1.

Record Nr.

UNINA9910255085603321

Autore

Daut Marlene L

Titolo

Baron de Vastey and the Origins of Black Atlantic Humanism / / by Marlene L. Daut

Pubbl/distr/stampa

New York : , : Palgrave Macmillan US : , : Imprint : Palgrave Macmillan, , 2017

ISBN

1-137-47067-4

Edizione

[1st ed. 2017.]

Descrizione fisica

1 online resource (XXXIX, 244 p. 8 illus.)

Collana

The New Urban Atlantic

Disciplina

809

Soggetti

Literature   

Literature, Modern—18th century

Literature—History and criticism

Imperialism

Postcolonial/World Literature

Eighteenth-Century Literature

Literary History

Imperialism and Colonialism

Biography

Criticism, interpretation, etc.

History

Haiti History 1804-

Haiti

Lingua di pubblicazione

Inglese

Formato

Materiale a stampa

Livello bibliografico

Monografia

Nota di bibliografia

Includes bibliographical references and indexes.

Nota di contenuto

1 Introduction: Baron de Vastey in Haitian (Revolutionary) Context -- 2 What’s in a Name? Unfolding the Consequences of a Mistaken Identity -- 3 The Uses of Vastey: Reading Black Sovereignty Through Baron de Vastey in the Atlantic Public Sphere -- 4 Baron de Vastey’s Testimonio and the Politics of Black Memory -- 5 “Baron de Vastey and the Twentieth-Century Theater of Haitian Independence. .

Sommario/riassunto

Focusing on the influential life and works of the Haitian political writer and statesman, Baron de Vastey (1781-1820), in this book Marlene L. Daut examines the legacy of Vastey’s extensive writings as a form of



what she calls black Atlantic humanism, a discourse devoted to attacking the enlightenment foundations of colonialism. Daut argues that Vastey, the most important secretary of Haiti’s King Henry Christophe, was a pioneer in a tradition of deconstructing colonial racism and colonial slavery that is much more closely associated with twentieth-century writers like W.E.B. Du Bois, Frantz Fanon, and Aimé Césaire. By expertly forging exciting new historical and theoretical connections among Vastey and these later twentieth-century writers, as well as eighteenth- and nineteenth-century black Atlantic authors, such as Phillis Wheatley, Olaudah Equiano, William Wells Brown, and Harriet Jacobs, Daut proves that any understanding of the genesis of Afro-diasporic thought must include Haiti’s Baron de Vastey.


▸ YOUR ASSIGNMENT: Each line holding the word "structured" must appear in the answer, copied from the entries.

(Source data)
▼

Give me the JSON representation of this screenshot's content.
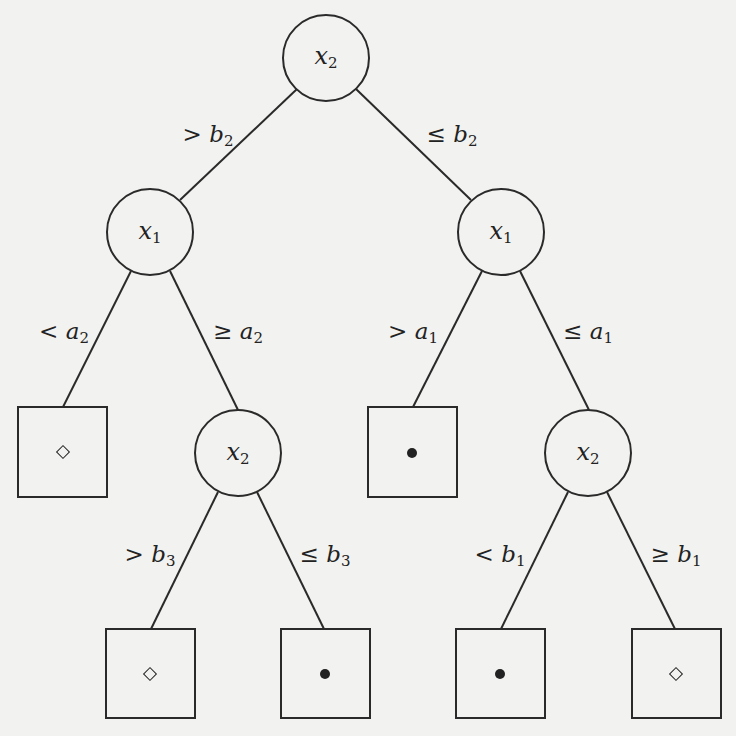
{
  "diagram": {
    "type": "decision-tree",
    "nodes": {
      "root": {
        "var": "x",
        "sub": "2"
      },
      "left_x1": {
        "var": "x",
        "sub": "1"
      },
      "right_x1": {
        "var": "x",
        "sub": "1"
      },
      "left_x2": {
        "var": "x",
        "sub": "2"
      },
      "right_x2": {
        "var": "x",
        "sub": "2"
      }
    },
    "edges": {
      "root_left": {
        "op": ">",
        "var": "b",
        "sub": "2"
      },
      "root_right": {
        "op": "≤",
        "var": "b",
        "sub": "2"
      },
      "lx1_left": {
        "op": "<",
        "var": "a",
        "sub": "2"
      },
      "lx1_right": {
        "op": "≥",
        "var": "a",
        "sub": "2"
      },
      "rx1_left": {
        "op": ">",
        "var": "a",
        "sub": "1"
      },
      "rx1_right": {
        "op": "≤",
        "var": "a",
        "sub": "1"
      },
      "lx2_left": {
        "op": ">",
        "var": "b",
        "sub": "3"
      },
      "lx2_right": {
        "op": "≤",
        "var": "b",
        "sub": "3"
      },
      "rx2_left": {
        "op": "<",
        "var": "b",
        "sub": "1"
      },
      "rx2_right": {
        "op": "≥",
        "var": "b",
        "sub": "1"
      }
    },
    "leaves": [
      {
        "id": "leaf-1",
        "class": "diamond"
      },
      {
        "id": "leaf-2",
        "class": "dot"
      },
      {
        "id": "leaf-3",
        "class": "diamond"
      },
      {
        "id": "leaf-4",
        "class": "dot"
      },
      {
        "id": "leaf-5",
        "class": "dot"
      },
      {
        "id": "leaf-6",
        "class": "diamond"
      }
    ]
  }
}
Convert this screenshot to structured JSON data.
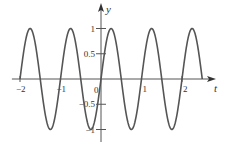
{
  "chart_data": {
    "type": "line",
    "title": "",
    "xlabel": "t",
    "ylabel": "y",
    "function": "y = sin(2πt)",
    "x_range": [
      -2,
      2.5
    ],
    "xlim": [
      -2.2,
      2.8
    ],
    "ylim": [
      -1.3,
      1.5
    ],
    "x_ticks": [
      -2,
      -1,
      0,
      1,
      2
    ],
    "x_tick_labels": [
      "−2",
      "−1",
      "0",
      "1",
      "2"
    ],
    "y_ticks": [
      -1,
      -0.5,
      0.5,
      1
    ],
    "y_tick_labels": [
      "−1",
      "−0.5",
      "0.5",
      "1"
    ],
    "grid": false,
    "legend": null,
    "series": [
      {
        "name": "sin(2πt)",
        "color": "#555555",
        "x": [
          -2,
          -1.75,
          -1.5,
          -1.25,
          -1,
          -0.75,
          -0.5,
          -0.25,
          0,
          0.25,
          0.5,
          0.75,
          1,
          1.25,
          1.5,
          1.75,
          2,
          2.25,
          2.5
        ],
        "values": [
          0,
          1,
          0,
          -1,
          0,
          1,
          0,
          -1,
          0,
          1,
          0,
          -1,
          0,
          1,
          0,
          -1,
          0,
          1,
          0
        ]
      }
    ]
  },
  "axes": {
    "x_label": "t",
    "y_label": "y",
    "origin_label": "0"
  }
}
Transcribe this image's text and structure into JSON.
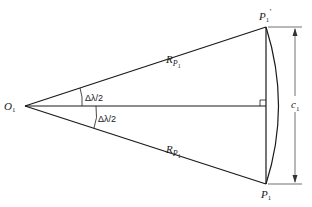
{
  "diagram": {
    "points": {
      "origin": {
        "label": "O",
        "sub": "1"
      },
      "top": {
        "label": "P",
        "sub": "1",
        "prime": "′"
      },
      "bottom": {
        "label": "P",
        "sub": "1"
      }
    },
    "radius_labels": {
      "upper": {
        "label": "R",
        "sub1": "P",
        "sub2": "1"
      },
      "lower": {
        "label": "R",
        "sub1": "P",
        "sub2": "1"
      }
    },
    "angle_labels": {
      "upper": "Δλ/2",
      "lower": "Δλ/2"
    },
    "chord_label": {
      "label": "c",
      "sub": "1"
    },
    "colors": {
      "stroke": "#1a1a1a",
      "dimension": "#333333"
    }
  }
}
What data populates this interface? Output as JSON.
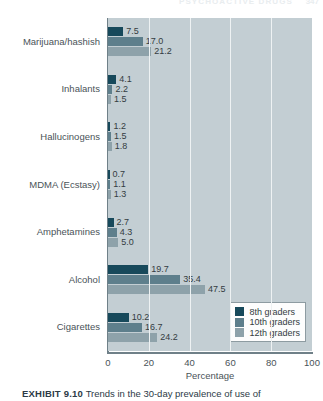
{
  "running_header": {
    "text": "PSYCHOACTIVE DRUGS",
    "page_number": "347"
  },
  "caption": {
    "exhibit_number": "EXHIBIT 9.10",
    "text": "Trends in the 30-day prevalence of use of"
  },
  "legend": {
    "position": "bottom-right",
    "items": [
      {
        "label": "8th graders",
        "color": "#17495b"
      },
      {
        "label": "10th graders",
        "color": "#5e7f8c"
      },
      {
        "label": "12th graders",
        "color": "#8ea2aa"
      }
    ]
  },
  "axis": {
    "x_title": "Percentage",
    "x_ticks": [
      "0",
      "20",
      "40",
      "60",
      "80",
      "100"
    ]
  },
  "chart_data": {
    "type": "bar",
    "orientation": "horizontal",
    "title": "",
    "subtitle": "",
    "xlabel": "Percentage",
    "ylabel": "",
    "xlim": [
      0,
      100
    ],
    "grid": true,
    "gridlines_at": [
      20,
      40,
      60,
      80
    ],
    "legend_position": "bottom-right",
    "categories": [
      "Marijuana/hashish",
      "Inhalants",
      "Hallucinogens",
      "MDMA (Ecstasy)",
      "Amphetamines",
      "Alcohol",
      "Cigarettes"
    ],
    "series": [
      {
        "name": "8th graders",
        "color": "#17495b",
        "values": [
          7.5,
          4.1,
          1.2,
          0.7,
          2.7,
          19.7,
          10.2
        ]
      },
      {
        "name": "10th graders",
        "color": "#5e7f8c",
        "values": [
          17.0,
          2.2,
          1.5,
          1.1,
          4.3,
          35.4,
          16.7
        ]
      },
      {
        "name": "12th graders",
        "color": "#8ea2aa",
        "values": [
          21.2,
          1.5,
          1.8,
          1.3,
          5.0,
          47.5,
          24.2
        ]
      }
    ],
    "value_labels": [
      [
        "7.5",
        "17.0",
        "21.2"
      ],
      [
        "4.1",
        "2.2",
        "1.5"
      ],
      [
        "1.2",
        "1.5",
        "1.8"
      ],
      [
        "0.7",
        "1.1",
        "1.3"
      ],
      [
        "2.7",
        "4.3",
        "5.0"
      ],
      [
        "19.7",
        "35.4",
        "47.5"
      ],
      [
        "10.2",
        "16.7",
        "24.2"
      ]
    ]
  }
}
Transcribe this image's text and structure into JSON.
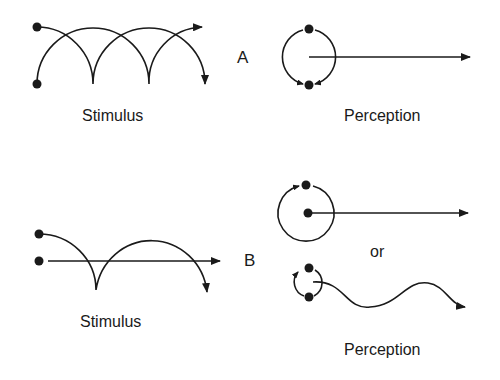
{
  "panel_a": {
    "label": "A",
    "stimulus_label": "Stimulus",
    "perception_label": "Perception"
  },
  "panel_b": {
    "label": "B",
    "stimulus_label": "Stimulus",
    "alternative_label": "or",
    "perception_label": "Perception"
  },
  "colors": {
    "ink": "#1a1a1a",
    "background": "#ffffff"
  }
}
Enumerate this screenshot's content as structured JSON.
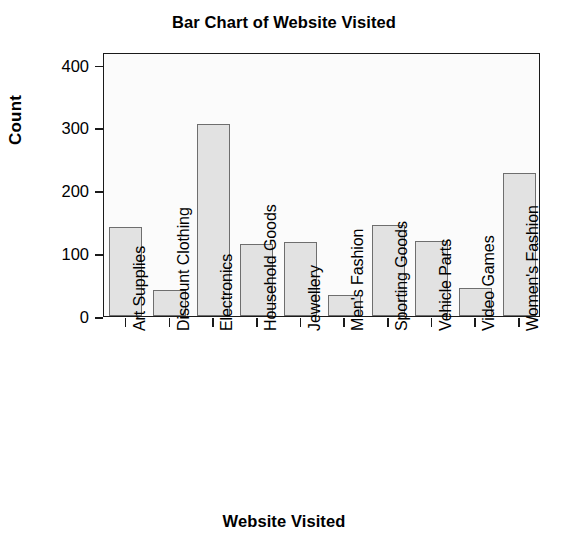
{
  "chart_data": {
    "type": "bar",
    "title": "Bar Chart of Website Visited",
    "xlabel": "Website Visited",
    "ylabel": "Count",
    "categories": [
      "Art Supplies",
      "Discount Clothing",
      "Electronics",
      "Household Goods",
      "Jewellery",
      "Men's Fashion",
      "Sporting Goods",
      "Vehicle Parts",
      "Video Games",
      "Women's Fashion"
    ],
    "values": [
      142,
      42,
      305,
      114,
      118,
      33,
      145,
      119,
      45,
      227
    ],
    "ylim": [
      0,
      420
    ],
    "yticks": [
      0,
      100,
      200,
      300,
      400
    ],
    "ytick_labels": [
      "0",
      "100",
      "200",
      "300",
      "400"
    ],
    "grid": false,
    "legend": false,
    "legend_position": "none",
    "bar_fill_color": "#e2e2e2",
    "bar_edge_color": "#6e6e6e",
    "axis_color": "#1a1a1a",
    "background_color": "#ffffff"
  }
}
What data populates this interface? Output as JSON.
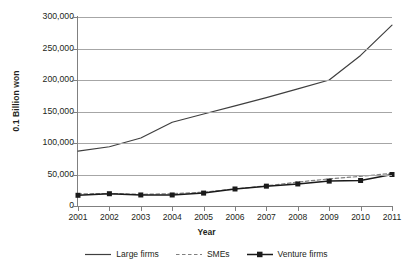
{
  "chart_data": {
    "type": "line",
    "title": "",
    "xlabel": "Year",
    "ylabel": "0.1 Billion won",
    "categories": [
      "2001",
      "2002",
      "2003",
      "2004",
      "2005",
      "2006",
      "2007",
      "2008",
      "2009",
      "2010",
      "2011"
    ],
    "x": [
      2001,
      2002,
      2003,
      2004,
      2005,
      2006,
      2007,
      2008,
      2009,
      2010,
      2011
    ],
    "ylim": [
      0,
      300000
    ],
    "ytick_labels": [
      "300,000",
      "250,000",
      "200,000",
      "150,000",
      "100,000",
      "50,000",
      "0"
    ],
    "ytick_values": [
      300000,
      250000,
      200000,
      150000,
      100000,
      50000,
      0
    ],
    "grid": true,
    "legend_position": "bottom",
    "series": [
      {
        "name": "Large firms",
        "style": "solid",
        "marker": "none",
        "color": "#3f3f3f",
        "values": [
          87000,
          94000,
          108000,
          133000,
          146000,
          159000,
          172000,
          186000,
          200000,
          239000,
          287000
        ]
      },
      {
        "name": "SMEs",
        "style": "dashed",
        "marker": "none",
        "color": "#808080",
        "values": [
          19000,
          20000,
          18500,
          19500,
          22000,
          27000,
          32000,
          38000,
          43000,
          47000,
          52000
        ]
      },
      {
        "name": "Venture firms",
        "style": "solid",
        "marker": "square",
        "color": "#1a1a1a",
        "values": [
          17000,
          19500,
          17500,
          17500,
          20500,
          27000,
          31500,
          35000,
          39500,
          40500,
          50000
        ]
      }
    ]
  }
}
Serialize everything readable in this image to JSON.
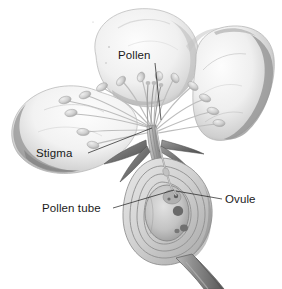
{
  "figure": {
    "background_color": "#ffffff",
    "style": "grayscale pencil/airbrush botanical illustration",
    "width": 282,
    "height": 289
  },
  "labels": [
    {
      "id": "pollen",
      "text": "Pollen",
      "text_x": 118,
      "text_y": 59,
      "anchor": "start",
      "leader_path": "M 155 63 L 161 120",
      "points_to": "anther cluster at top of stamens"
    },
    {
      "id": "stigma",
      "text": "Stigma",
      "text_x": 36,
      "text_y": 157,
      "anchor": "start",
      "leader_path": "M 88 153 L 152 128",
      "points_to": "style and stigma bundle at flower center"
    },
    {
      "id": "pollen-tube",
      "text": "Pollen tube",
      "text_x": 42,
      "text_y": 212,
      "anchor": "start",
      "leader_path": "M 113 208 L 174 190",
      "points_to": "tube descending through style into ovule"
    },
    {
      "id": "ovule",
      "text": "Ovule",
      "text_x": 225,
      "text_y": 203,
      "anchor": "start",
      "leader_path": "M 222 199 L 176 191",
      "points_to": "ovule inside ovary chamber"
    }
  ],
  "parts": {
    "petals": [
      {
        "name": "top-petal",
        "position": "upper center-left"
      },
      {
        "name": "left-petal",
        "position": "mid left"
      },
      {
        "name": "right-petal",
        "position": "upper right"
      }
    ],
    "stamens": {
      "count": 14,
      "description": "filaments radiating outward with oval anthers at tips"
    },
    "sepals": {
      "count": 4,
      "description": "dark curved sepals below the receptacle"
    },
    "ovary": {
      "description": "oval cross-section with concentric wall layers"
    },
    "ovule_body": {
      "description": "inner chamber with dark nucleus and small dark bodies"
    },
    "pedicel": {
      "description": "thick stem curving down to lower right"
    }
  },
  "colors": {
    "background": "#ffffff",
    "ink": "#1a1a1a",
    "petal_light": "#fbfbfb",
    "petal_mid": "#e4e4e4",
    "petal_shadow": "#9a9a9a",
    "petal_deep_shadow": "#6f6f6f",
    "stamen": "#cfcfcf",
    "anther": "#c4c4c4",
    "sepal_dark": "#6a6a6a",
    "ovary_wall": "#bdbdbd",
    "ovary_fill": "#d8d8d8",
    "ovule_dark": "#5a5a5a",
    "stem": "#8d8d8d"
  }
}
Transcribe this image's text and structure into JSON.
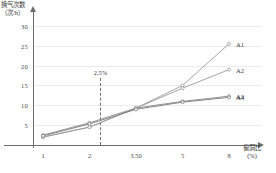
{
  "chart_data": {
    "type": "line",
    "title": "",
    "xlabel": "窗洞比",
    "xlabel_unit": "(%)",
    "ylabel": "换气次数",
    "ylabel_unit": "(次/h)",
    "categories": [
      "1",
      "2",
      "3.50",
      "5",
      "8"
    ],
    "ytick_labels": [
      "5",
      "10",
      "15",
      "20",
      "25",
      "30"
    ],
    "ytick_values": [
      5,
      10,
      15,
      20,
      25,
      30
    ],
    "ylim": [
      0,
      32
    ],
    "grid": "horizontal",
    "legend_position": "right-inline",
    "series": [
      {
        "name": "A1",
        "values": [
          2.0,
          4.5,
          9.3,
          15.0,
          25.5
        ],
        "color": "#9b9b9b"
      },
      {
        "name": "A2",
        "values": [
          2.0,
          4.5,
          9.3,
          14.3,
          19.0
        ],
        "color": "#9b9b9b"
      },
      {
        "name": "A3",
        "values": [
          2.5,
          5.6,
          9.3,
          11.0,
          12.3
        ],
        "color": "#8a8a8a"
      },
      {
        "name": "A4",
        "values": [
          2.3,
          5.3,
          9.0,
          10.8,
          12.0
        ],
        "color": "#7a7a7a"
      }
    ],
    "annotations": [
      {
        "text": "2.5%",
        "x_value": 2.35,
        "note": "dashed vertical reference line"
      }
    ]
  },
  "axes": {
    "y_title_line1": "换气次数",
    "y_title_line2": "（次/h）",
    "x_title_line1": "窗洞比",
    "x_title_line2": "(%)"
  },
  "caption": {
    "text": ""
  }
}
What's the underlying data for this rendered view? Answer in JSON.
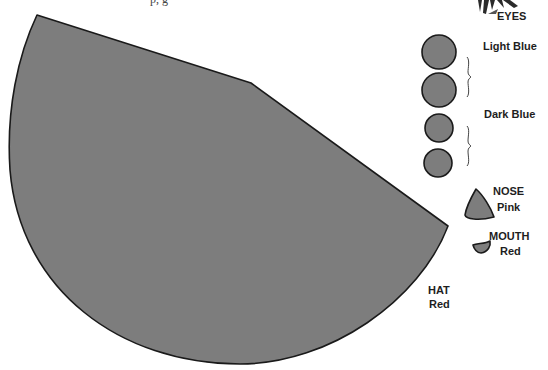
{
  "header": {
    "cutoff_text": "p,   g"
  },
  "colors": {
    "fill": "#7d7d7d",
    "stroke": "#1a1a1a",
    "text": "#1e1e1e",
    "background": "#ffffff"
  },
  "parts": {
    "hat": {
      "title": "HAT",
      "color": "Red"
    },
    "eyes": {
      "title": "EYES",
      "groups": [
        {
          "color": "Light Blue",
          "count": 2
        },
        {
          "color": "Dark Blue",
          "count": 2
        }
      ]
    },
    "nose": {
      "title": "NOSE",
      "color": "Pink"
    },
    "mouth": {
      "title": "MOUTH",
      "color": "Red"
    }
  },
  "decoration": {
    "top_right": "feather-tassel"
  }
}
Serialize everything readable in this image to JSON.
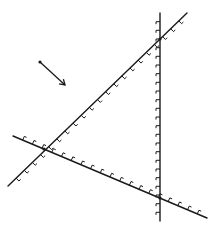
{
  "diagram": {
    "colors": {
      "ink": "#1a1a1a",
      "background": "#ffffff"
    },
    "lines": [
      {
        "name": "ascending-constraint",
        "x1": 8,
        "y1": 186,
        "x2": 187,
        "y2": 13,
        "hatch_side": 1,
        "hatch_count": 22
      },
      {
        "name": "vertical-constraint",
        "x1": 160,
        "y1": 13,
        "x2": 160,
        "y2": 221,
        "hatch_side": 1,
        "hatch_count": 24
      },
      {
        "name": "descending-constraint",
        "x1": 13,
        "y1": 136,
        "x2": 207,
        "y2": 218,
        "hatch_side": -1,
        "hatch_count": 20
      }
    ],
    "intersections": [
      {
        "x": 160,
        "y": 39
      },
      {
        "x": 44,
        "y": 149
      },
      {
        "x": 160,
        "y": 198
      }
    ],
    "arrow": {
      "x1": 40,
      "y1": 62,
      "x2": 65,
      "y2": 85
    }
  }
}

▲

▸ RESPONSE TO THIS EXERCISE:
Convert this screenshot to structured JSON data.
Enumerate this screenshot's content as structured JSON.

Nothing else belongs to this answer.